Percentages Worksheets for Grade 6 (Free PDF)
What 6th Graders Learn About Percentages
Sixth grade is when percentages get serious. Up until 5th grade, percentages show up mostly in connection with fractions (50% = 1/2, 25% = 1/4). In 6th grade, students learn to calculate percentages of numbers, convert between fractions, decimals, and percents, and solve real-world percentage problems.
A typical 6th grade percentage curriculum covers:
- Converting between fractions, decimals, and percents
- Finding the percent of a number (e.g., 20% of 80)
- Finding the whole when given a percent (e.g., 15 is 25% of what?)
- Finding what percent one number is of another (e.g., 12 is what percent of 48?)
- Percent increase and decrease
- Tax, tip, discount, and markup word problems
Download our Grade 6 percentages worksheet PDF for focused practice on all of these, with a full answer key.
The Foundation: Percent Means "Per Hundred"
The single most important thing a 6th grader can understand is what the word "percent" means. "Per cent" literally means "per hundred." 50% means 50 out of 100, which is the same as 1/2 or 0.5.
If your child understands this at the bone level, everything else becomes translation work. If they don't, they'll memorize procedures that fall apart when the problem is phrased a little differently.
Finding the Percent of a Number
This is the most common type of problem. "Find 20% of 80."
Two methods work:
The decimal method: 20% = 0.20. So 20% of 80 = 0.20 × 80 = 16.
The fraction method: 20% = 20/100 = 1/5. So 20% of 80 = 80 ÷ 5 = 16.
Teach both. The decimal method is faster once kids are comfortable with decimals. The fraction method is often clearer conceptually.
Common Percentages to Memorize
A few benchmark percentages are worth memorizing as fractions:
- 10% = 1/10 (divide by 10)
- 20% = 1/5 (divide by 5)
- 25% = 1/4 (divide by 4)
- 50% = 1/2 (divide by 2)
- 75% = 3/4
- 100% = the whole amount
Kids who know these can do mental math on common percentage problems. "15% tip on a $40 bill" becomes "10% is $4, and 5% is $2, so 15% is $6."
Percent Increase and Decrease
Percent change problems trip kids up. The formula:
Percent change = (new value - original value) / original value × 100
Key trap: always divide by the original value, not the new one.
Example: A jacket costs $80 and goes on sale for $60. What's the percent decrease?
(80 - 60) / 80 × 100 = 20/80 × 100 = 25%. The jacket is 25% off.
Our Grade 6 percentages worksheet PDF includes several percent change problems like this.
Word Problems
Real-world percentage problems include tax, tip, discount, commission, and simple interest. Every one of these boils down to two steps:
- Find the percentage of the number (the tax, tip, discount amount, etc.)
- Add or subtract it from the original
Teach your child to always ask: "What am I finding a percent of?" That's the original number. Then: "Does the answer get added to or subtracted from the original?" That tells you whether it's a markup, tax (add) or discount (subtract).
Common Mistakes
Watch for these:
- Confusing "what percent of 80 is 20" with "what is 20% of 80"
- Dividing by the new amount instead of the original for percent change
- Forgetting to add the tax or tip back to the original
- Moving the decimal the wrong way when converting percent to decimal
How to Practice
Percentage problems are best practiced in small batches — 5-10 problems at a time, worked carefully with steps written out. Spend 15 minutes a day for a week, and 6th grade percentages go from confusing to solid.
Free, printable, and answer key included — grab the Grade 6 percentages worksheet and get started.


### Problem details
Check the entries below and say how many lines include the word "Отправители". No other text is wanted.

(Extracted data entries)
^^^^

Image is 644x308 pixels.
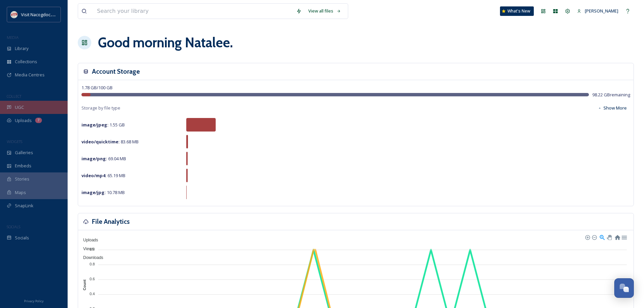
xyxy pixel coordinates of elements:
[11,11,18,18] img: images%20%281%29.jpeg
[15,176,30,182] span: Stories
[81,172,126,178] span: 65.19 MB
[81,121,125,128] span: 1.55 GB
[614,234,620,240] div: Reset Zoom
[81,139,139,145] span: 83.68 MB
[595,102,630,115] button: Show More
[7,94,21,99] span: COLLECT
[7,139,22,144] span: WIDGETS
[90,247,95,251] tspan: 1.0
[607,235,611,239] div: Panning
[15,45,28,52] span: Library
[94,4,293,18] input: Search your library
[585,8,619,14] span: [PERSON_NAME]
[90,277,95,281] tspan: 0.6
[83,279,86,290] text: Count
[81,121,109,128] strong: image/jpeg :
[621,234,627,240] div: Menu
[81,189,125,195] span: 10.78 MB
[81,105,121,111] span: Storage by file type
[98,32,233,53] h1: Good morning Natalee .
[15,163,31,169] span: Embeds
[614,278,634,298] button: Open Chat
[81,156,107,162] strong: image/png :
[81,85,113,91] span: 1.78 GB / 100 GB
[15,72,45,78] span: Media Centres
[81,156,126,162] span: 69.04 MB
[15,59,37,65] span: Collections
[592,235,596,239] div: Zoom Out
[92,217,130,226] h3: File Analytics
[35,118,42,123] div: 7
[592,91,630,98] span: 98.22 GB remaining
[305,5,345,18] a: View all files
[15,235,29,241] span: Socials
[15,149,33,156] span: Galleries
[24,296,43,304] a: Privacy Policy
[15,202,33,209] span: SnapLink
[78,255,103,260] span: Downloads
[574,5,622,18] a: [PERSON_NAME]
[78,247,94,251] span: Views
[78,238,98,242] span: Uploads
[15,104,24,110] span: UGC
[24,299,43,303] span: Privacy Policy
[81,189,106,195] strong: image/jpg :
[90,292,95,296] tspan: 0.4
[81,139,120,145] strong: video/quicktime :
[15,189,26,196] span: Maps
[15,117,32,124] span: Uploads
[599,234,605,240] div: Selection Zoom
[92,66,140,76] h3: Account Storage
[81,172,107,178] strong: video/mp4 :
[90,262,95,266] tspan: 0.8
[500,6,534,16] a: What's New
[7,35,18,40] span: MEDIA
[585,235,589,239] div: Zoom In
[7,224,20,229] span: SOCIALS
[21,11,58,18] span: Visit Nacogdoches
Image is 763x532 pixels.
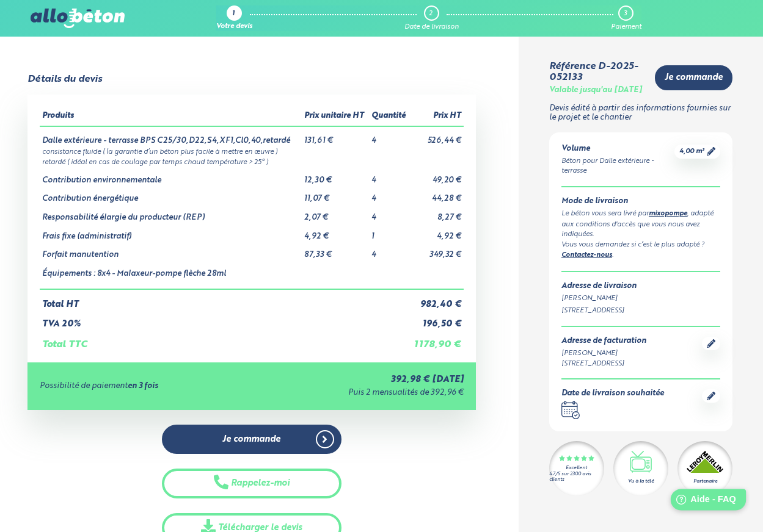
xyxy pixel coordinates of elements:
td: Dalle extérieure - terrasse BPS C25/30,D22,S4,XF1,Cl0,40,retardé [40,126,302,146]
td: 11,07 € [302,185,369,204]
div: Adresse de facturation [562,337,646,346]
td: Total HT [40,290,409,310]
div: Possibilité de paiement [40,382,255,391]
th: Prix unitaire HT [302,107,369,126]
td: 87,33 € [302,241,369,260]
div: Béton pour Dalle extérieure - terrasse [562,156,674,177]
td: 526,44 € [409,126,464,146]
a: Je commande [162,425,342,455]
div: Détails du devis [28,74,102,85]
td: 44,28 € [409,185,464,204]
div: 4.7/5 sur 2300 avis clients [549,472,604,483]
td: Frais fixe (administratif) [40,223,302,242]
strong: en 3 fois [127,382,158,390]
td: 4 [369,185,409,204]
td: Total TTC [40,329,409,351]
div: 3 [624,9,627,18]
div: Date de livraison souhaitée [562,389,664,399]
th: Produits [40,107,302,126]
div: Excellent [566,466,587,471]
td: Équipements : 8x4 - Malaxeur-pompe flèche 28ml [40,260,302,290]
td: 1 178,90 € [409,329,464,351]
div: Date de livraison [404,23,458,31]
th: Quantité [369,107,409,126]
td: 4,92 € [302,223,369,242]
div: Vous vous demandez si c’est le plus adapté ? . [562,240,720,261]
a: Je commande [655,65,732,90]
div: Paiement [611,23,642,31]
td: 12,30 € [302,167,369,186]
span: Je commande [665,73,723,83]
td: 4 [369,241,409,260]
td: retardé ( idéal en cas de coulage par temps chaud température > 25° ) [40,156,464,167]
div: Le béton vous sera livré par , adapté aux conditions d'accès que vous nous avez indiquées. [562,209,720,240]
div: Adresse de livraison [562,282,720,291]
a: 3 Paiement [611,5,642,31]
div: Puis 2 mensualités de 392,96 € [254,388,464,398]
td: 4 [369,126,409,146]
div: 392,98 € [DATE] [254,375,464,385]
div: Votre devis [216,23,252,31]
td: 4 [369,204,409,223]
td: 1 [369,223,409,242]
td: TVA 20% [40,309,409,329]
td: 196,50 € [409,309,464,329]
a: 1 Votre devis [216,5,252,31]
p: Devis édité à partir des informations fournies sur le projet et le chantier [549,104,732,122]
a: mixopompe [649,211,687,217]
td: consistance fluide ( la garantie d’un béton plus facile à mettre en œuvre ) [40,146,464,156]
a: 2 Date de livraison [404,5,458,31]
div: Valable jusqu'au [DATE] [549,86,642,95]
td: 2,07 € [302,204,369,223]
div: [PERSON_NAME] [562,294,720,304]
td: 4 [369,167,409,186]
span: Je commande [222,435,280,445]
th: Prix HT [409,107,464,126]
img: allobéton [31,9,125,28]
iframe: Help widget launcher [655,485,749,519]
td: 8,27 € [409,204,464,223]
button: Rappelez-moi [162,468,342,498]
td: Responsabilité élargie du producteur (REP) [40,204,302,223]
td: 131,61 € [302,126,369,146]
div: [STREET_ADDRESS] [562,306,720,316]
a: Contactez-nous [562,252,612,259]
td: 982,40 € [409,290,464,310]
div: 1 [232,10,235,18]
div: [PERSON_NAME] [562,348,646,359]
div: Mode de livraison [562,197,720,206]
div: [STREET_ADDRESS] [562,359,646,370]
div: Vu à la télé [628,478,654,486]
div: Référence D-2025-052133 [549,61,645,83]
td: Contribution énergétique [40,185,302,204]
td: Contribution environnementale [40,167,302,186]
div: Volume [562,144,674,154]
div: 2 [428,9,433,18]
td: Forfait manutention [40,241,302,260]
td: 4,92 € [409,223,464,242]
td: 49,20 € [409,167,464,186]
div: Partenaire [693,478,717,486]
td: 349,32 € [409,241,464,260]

^^^^

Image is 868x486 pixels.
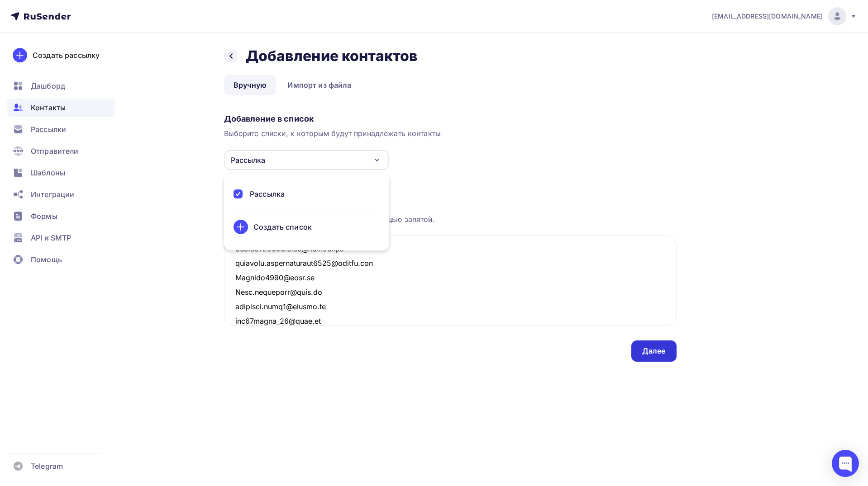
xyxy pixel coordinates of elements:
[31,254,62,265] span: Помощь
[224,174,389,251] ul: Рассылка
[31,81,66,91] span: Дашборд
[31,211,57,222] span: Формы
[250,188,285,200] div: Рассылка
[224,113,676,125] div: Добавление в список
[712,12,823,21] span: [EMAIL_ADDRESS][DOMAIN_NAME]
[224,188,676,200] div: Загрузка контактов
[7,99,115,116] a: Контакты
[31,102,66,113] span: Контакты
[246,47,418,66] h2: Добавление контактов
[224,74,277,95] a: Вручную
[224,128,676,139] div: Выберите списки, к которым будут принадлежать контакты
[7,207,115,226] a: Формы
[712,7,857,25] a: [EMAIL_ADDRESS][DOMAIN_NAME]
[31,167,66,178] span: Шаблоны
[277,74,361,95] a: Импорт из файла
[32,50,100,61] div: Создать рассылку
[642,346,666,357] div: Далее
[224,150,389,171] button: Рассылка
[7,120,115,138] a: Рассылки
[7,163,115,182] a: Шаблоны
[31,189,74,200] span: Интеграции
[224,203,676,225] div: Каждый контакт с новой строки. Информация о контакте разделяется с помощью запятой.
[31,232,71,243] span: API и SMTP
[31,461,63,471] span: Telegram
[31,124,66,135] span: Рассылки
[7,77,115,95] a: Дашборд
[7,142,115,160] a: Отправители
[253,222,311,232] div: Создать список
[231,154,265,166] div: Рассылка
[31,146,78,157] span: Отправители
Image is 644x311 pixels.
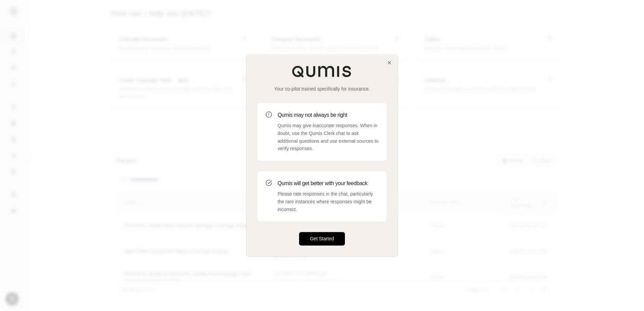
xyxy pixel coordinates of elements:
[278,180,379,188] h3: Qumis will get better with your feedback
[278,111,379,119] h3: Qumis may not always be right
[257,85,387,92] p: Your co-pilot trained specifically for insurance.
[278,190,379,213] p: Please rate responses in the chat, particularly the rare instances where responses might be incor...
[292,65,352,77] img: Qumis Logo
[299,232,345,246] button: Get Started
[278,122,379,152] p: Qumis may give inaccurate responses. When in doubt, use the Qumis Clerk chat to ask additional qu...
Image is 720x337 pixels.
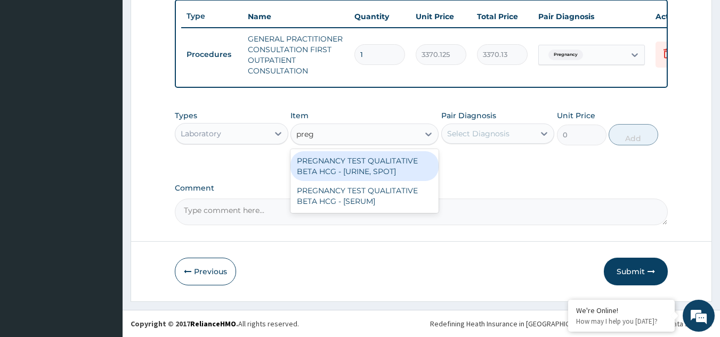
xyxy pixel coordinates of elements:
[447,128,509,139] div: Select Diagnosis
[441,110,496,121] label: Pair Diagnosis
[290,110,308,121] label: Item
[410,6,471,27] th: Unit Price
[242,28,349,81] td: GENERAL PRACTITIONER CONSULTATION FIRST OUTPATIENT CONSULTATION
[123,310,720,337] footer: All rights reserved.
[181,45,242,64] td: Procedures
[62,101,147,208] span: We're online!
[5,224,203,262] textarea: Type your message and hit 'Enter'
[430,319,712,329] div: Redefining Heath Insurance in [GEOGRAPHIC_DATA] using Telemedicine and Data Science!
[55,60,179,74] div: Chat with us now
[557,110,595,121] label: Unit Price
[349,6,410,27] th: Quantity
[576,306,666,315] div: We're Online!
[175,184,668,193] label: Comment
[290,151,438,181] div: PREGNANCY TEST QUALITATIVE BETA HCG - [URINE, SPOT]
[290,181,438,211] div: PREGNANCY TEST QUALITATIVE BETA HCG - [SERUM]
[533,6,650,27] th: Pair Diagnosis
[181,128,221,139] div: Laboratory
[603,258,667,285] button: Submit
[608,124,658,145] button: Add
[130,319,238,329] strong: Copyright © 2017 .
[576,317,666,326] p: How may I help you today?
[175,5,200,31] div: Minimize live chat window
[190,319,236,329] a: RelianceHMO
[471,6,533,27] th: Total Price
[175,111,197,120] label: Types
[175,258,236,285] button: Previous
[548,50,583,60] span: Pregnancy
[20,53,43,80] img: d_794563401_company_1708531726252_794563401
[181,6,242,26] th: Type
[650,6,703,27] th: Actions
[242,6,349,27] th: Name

^^^^

### Response to this exercise
2